Current Institutional Affiliation
Assistant Professor, Religious Studies, University of North Carolina / Chapel Hill

Award Information

International Dissertation Research Fellowship 2014
Institutional Affiliation (at time of award):
History, Yale University
Trans-regional Authority in the Age of Political Fragmentation and the Great Game: Naqshbandi-Mujaddidi Revivalist Networks and the Shaping of the Early Modern Persianate World, 1747-1857

My dissertation examines the development of trans-regional Islamic revivalist networks from the mid-18th to mid-19th century in South and Central Asia, covering present day Afghanistan, Uzbekistan, Pakistan, Xinjiang, and North India.

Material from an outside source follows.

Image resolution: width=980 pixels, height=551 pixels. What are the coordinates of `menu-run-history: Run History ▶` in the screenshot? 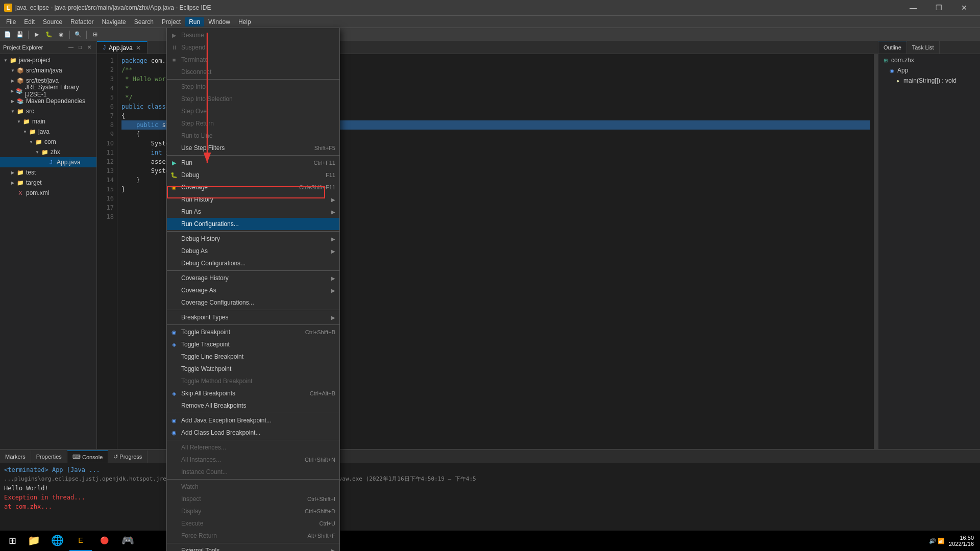 It's located at (253, 199).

The primary subjects of my study, the Naqshbandi-Mujaddidi (lit. "revivalist") religious networks, are noteworthy for influencing some of the region's primary Muslim religious movements, and for articulating the major social responses to the decline of Muslim political power, the advent of colonialism, and Great Power politics. At the intersection of religious studies, anthropology and political history, my research seeks to address how these crises impacted Muslim identity formation, and helped shape the current socio-political landscape of the region. This historical inquiry provides the basis for tracing the development of various strands of religious networks today– from confrontational revivalist movements which ultimately gave rise to the Taliban, to those that advocated for educational reform. My dissertation seeks to address how the Mujaddidi networks expanded rapidly from India to Central Asia, encompassing urban, tribal, and rural spaces, and how they adapted to the drastic socio-political changes from the mid 18th to 19th centuries. I propose that the synthetic nature of the Mujaddidi networks – reconciling Sufism, the world of the urban intelligentsia, folk traditions, and sharia into one cohesive system - allowed them to adapt to local environments while maintaining a foundation in devotional practices and central texts. In addition, the Mujaddidi Sufi-scholars formed a network of institutions which acted as loci of academic and cultural exchange, and assumed important social functions in the absence of strong states. These institutions represented a parallel authority structure that helped define the contours of a Sunni Persianate Islam, deeply imbued with Sufi practices, which persisted into the modern period.